Oral health services, delivered by primary care clinicians and designed to prevent dental caries (cavities) in young children, can improve the oral health of kindergartners enrolled in Medicaid, according to a new study by three researchers affiliated with The University of North Carolina at Chapel Hill’s Gillings School of Global Public Health. However, more effort is required, the study finds, to coordinate services between medical and dental practitioners so that the children’s improved oral health care can be continued over time.
Led by Dr. Ashley Kranz, 2013 UNC Gillings School of Global Public Health alumna and adjunct assistant professor of pediatric dentistry at UNC, the research was published online June 29 in the journal Pediatrics.
[Photo: “Screening and referral [to dentists] are important components of oral health services in medical settings,” the UNC authors write, “but their effectiveness depends upon the successful completion of a number of steps in a complex and often challenging process.” That process includes being able to identify the child’s risk, disease status and need for referral, as well as helping the parent or guardian navigate the dental care system. Photo by clappstar/flickr creative commons]
“Evidence has accumulated, particularly from studies in North Carolina, that offering services in the medical office increases access to recommended preventive dental services for young children and reduces needed treatment for tooth decay and its associated costs,” said Dr. Gary R. Rozier, research professor of health policy and management at the Gillings School and study co-author. “This study provides the first direct evidence that physician-based services will reduce tooth decay and thus improve the oral health status of children entering kindergarten.”
Poor access to oral health care – both geographical and financial – has led to significant health disparities among children of preschool age in NC. At the turn of the twenty-first century, nearly 40 percent of children entering kindergarten in the state had a history of early childhood tooth decay, with rates as high as 67 percent in some counties. In 2000, the NC Medicaid program established the “Into the Mouths of Babes” initiative, and the high rates of dental disease in low-income children were remedied significantly through the training of physicians and nurses to screen for dental caries, counsel parents about oral health and apply fluoride varnish to young children’s teeth.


WHAT THE TASK REQUIRES: Wherever a picture appears, skip it and retype the rest of the data exactly.

DATA FOR ANALYSIS:
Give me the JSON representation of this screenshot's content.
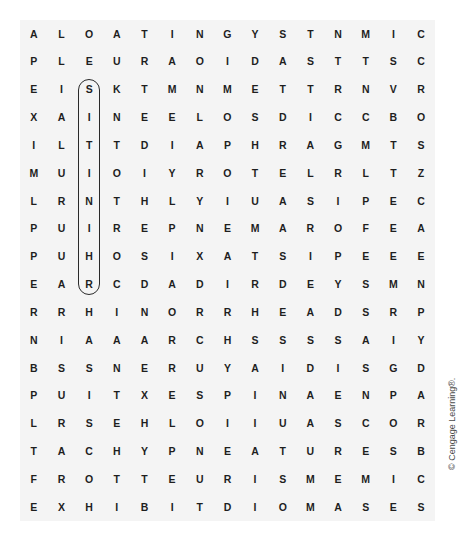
{
  "puzzle": {
    "type": "word-search",
    "rows": 19,
    "cols": 15,
    "grid": [
      [
        "A",
        "L",
        "O",
        "A",
        "T",
        "I",
        "N",
        "G",
        "Y",
        "S",
        "T",
        "N",
        "M",
        "I",
        "C"
      ],
      [
        "P",
        "L",
        "E",
        "U",
        "R",
        "A",
        "O",
        "I",
        "D",
        "A",
        "S",
        "T",
        "T",
        "S",
        "C"
      ],
      [
        "E",
        "I",
        "S",
        "K",
        "T",
        "M",
        "N",
        "M",
        "E",
        "T",
        "T",
        "R",
        "N",
        "V",
        "R"
      ],
      [
        "X",
        "A",
        "I",
        "N",
        "E",
        "E",
        "L",
        "O",
        "S",
        "D",
        "I",
        "C",
        "C",
        "B",
        "O"
      ],
      [
        "I",
        "L",
        "T",
        "T",
        "D",
        "I",
        "A",
        "P",
        "H",
        "R",
        "A",
        "G",
        "M",
        "T",
        "S"
      ],
      [
        "M",
        "U",
        "I",
        "O",
        "I",
        "Y",
        "R",
        "O",
        "T",
        "E",
        "L",
        "R",
        "L",
        "T",
        "Z"
      ],
      [
        "L",
        "R",
        "N",
        "T",
        "H",
        "L",
        "Y",
        "I",
        "U",
        "A",
        "S",
        "I",
        "P",
        "E",
        "C"
      ],
      [
        "P",
        "U",
        "I",
        "R",
        "E",
        "P",
        "N",
        "E",
        "M",
        "A",
        "R",
        "O",
        "F",
        "E",
        "A"
      ],
      [
        "P",
        "U",
        "H",
        "O",
        "S",
        "I",
        "X",
        "A",
        "T",
        "S",
        "I",
        "P",
        "E",
        "E",
        "E"
      ],
      [
        "E",
        "A",
        "R",
        "C",
        "D",
        "A",
        "D",
        "I",
        "R",
        "D",
        "E",
        "Y",
        "S",
        "M",
        "N"
      ],
      [
        "R",
        "R",
        "H",
        "I",
        "N",
        "O",
        "R",
        "R",
        "H",
        "E",
        "A",
        "D",
        "S",
        "R",
        "P"
      ],
      [
        "N",
        "I",
        "A",
        "A",
        "A",
        "R",
        "C",
        "H",
        "S",
        "S",
        "S",
        "S",
        "A",
        "I",
        "Y"
      ],
      [
        "B",
        "S",
        "S",
        "N",
        "E",
        "R",
        "U",
        "Y",
        "A",
        "I",
        "D",
        "I",
        "S",
        "G",
        "D"
      ],
      [
        "P",
        "U",
        "I",
        "T",
        "X",
        "E",
        "S",
        "P",
        "I",
        "N",
        "A",
        "E",
        "N",
        "P",
        "A"
      ],
      [
        "L",
        "R",
        "S",
        "E",
        "H",
        "L",
        "O",
        "I",
        "I",
        "U",
        "A",
        "S",
        "C",
        "O",
        "R"
      ],
      [
        "T",
        "A",
        "C",
        "H",
        "Y",
        "P",
        "N",
        "E",
        "A",
        "T",
        "U",
        "R",
        "E",
        "S",
        "B"
      ],
      [
        "F",
        "R",
        "O",
        "T",
        "T",
        "E",
        "U",
        "R",
        "I",
        "S",
        "M",
        "E",
        "M",
        "I",
        "C"
      ],
      [
        "E",
        "X",
        "H",
        "I",
        "B",
        "I",
        "T",
        "D",
        "I",
        "O",
        "M",
        "A",
        "S",
        "E",
        "S"
      ]
    ],
    "found_words": [
      {
        "word": "SITTINIHR",
        "direction": "vertical",
        "column": 2,
        "start_row": 2,
        "end_row": 9
      }
    ]
  },
  "credit": "© Cengage Learning®.",
  "colors": {
    "panel_background": "#f4f4f4",
    "letter": "#1e1e1e",
    "circle_stroke": "#2a2a2a"
  }
}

RESPONSE:
Give me the JSON representation of this screenshot's content.
{
  "puzzle": {
    "type": "word-search",
    "rows": 19,
    "cols": 15,
    "grid": [
      [
        "A",
        "L",
        "O",
        "A",
        "T",
        "I",
        "N",
        "G",
        "Y",
        "S",
        "T",
        "N",
        "M",
        "I",
        "C"
      ],
      [
        "P",
        "L",
        "E",
        "U",
        "R",
        "A",
        "O",
        "I",
        "D",
        "A",
        "S",
        "T",
        "T",
        "S",
        "C"
      ],
      [
        "E",
        "I",
        "S",
        "K",
        "T",
        "M",
        "N",
        "M",
        "E",
        "T",
        "T",
        "R",
        "N",
        "V",
        "R"
      ],
      [
        "X",
        "A",
        "I",
        "N",
        "E",
        "E",
        "L",
        "O",
        "S",
        "D",
        "I",
        "C",
        "C",
        "B",
        "O"
      ],
      [
        "I",
        "L",
        "T",
        "T",
        "D",
        "I",
        "A",
        "P",
        "H",
        "R",
        "A",
        "G",
        "M",
        "T",
        "S"
      ],
      [
        "M",
        "U",
        "I",
        "O",
        "I",
        "Y",
        "R",
        "O",
        "T",
        "E",
        "L",
        "R",
        "L",
        "T",
        "Z"
      ],
      [
        "L",
        "R",
        "N",
        "T",
        "H",
        "L",
        "Y",
        "I",
        "U",
        "A",
        "S",
        "I",
        "P",
        "E",
        "C"
      ],
      [
        "P",
        "U",
        "I",
        "R",
        "E",
        "P",
        "N",
        "E",
        "M",
        "A",
        "R",
        "O",
        "F",
        "E",
        "A"
      ],
      [
        "P",
        "U",
        "H",
        "O",
        "S",
        "I",
        "X",
        "A",
        "T",
        "S",
        "I",
        "P",
        "E",
        "E",
        "E"
      ],
      [
        "E",
        "A",
        "R",
        "C",
        "D",
        "A",
        "D",
        "I",
        "R",
        "D",
        "E",
        "Y",
        "S",
        "M",
        "N"
      ],
      [
        "R",
        "R",
        "H",
        "I",
        "N",
        "O",
        "R",
        "R",
        "H",
        "E",
        "A",
        "D",
        "S",
        "R",
        "P"
      ],
      [
        "N",
        "I",
        "A",
        "A",
        "A",
        "R",
        "C",
        "H",
        "S",
        "S",
        "S",
        "S",
        "A",
        "I",
        "Y"
      ],
      [
        "B",
        "S",
        "S",
        "N",
        "E",
        "R",
        "U",
        "Y",
        "A",
        "I",
        "D",
        "I",
        "S",
        "G",
        "D"
      ],
      [
        "P",
        "U",
        "I",
        "T",
        "X",
        "E",
        "S",
        "P",
        "I",
        "N",
        "A",
        "E",
        "N",
        "P",
        "A"
      ],
      [
        "L",
        "R",
        "S",
        "E",
        "H",
        "L",
        "O",
        "I",
        "I",
        "U",
        "A",
        "S",
        "C",
        "O",
        "R"
      ],
      [
        "T",
        "A",
        "C",
        "H",
        "Y",
        "P",
        "N",
        "E",
        "A",
        "T",
        "U",
        "R",
        "E",
        "S",
        "B"
      ],
      [
        "F",
        "R",
        "O",
        "T",
        "T",
        "E",
        "U",
        "R",
        "I",
        "S",
        "M",
        "E",
        "M",
        "I",
        "C"
      ],
      [
        "E",
        "X",
        "H",
        "I",
        "B",
        "I",
        "T",
        "D",
        "I",
        "O",
        "M",
        "A",
        "S",
        "E",
        "S"
      ]
    ],
    "found_words": [
      {
        "word": "SITTINIHR",
        "direction": "vertical",
        "column": 2,
        "start_row": 2,
        "end_row": 9
      }
    ]
  },
  "credit": "© Cengage Learning®.",
  "colors": {
    "panel_background": "#f4f4f4",
    "letter": "#1e1e1e",
    "circle_stroke": "#2a2a2a"
  }
}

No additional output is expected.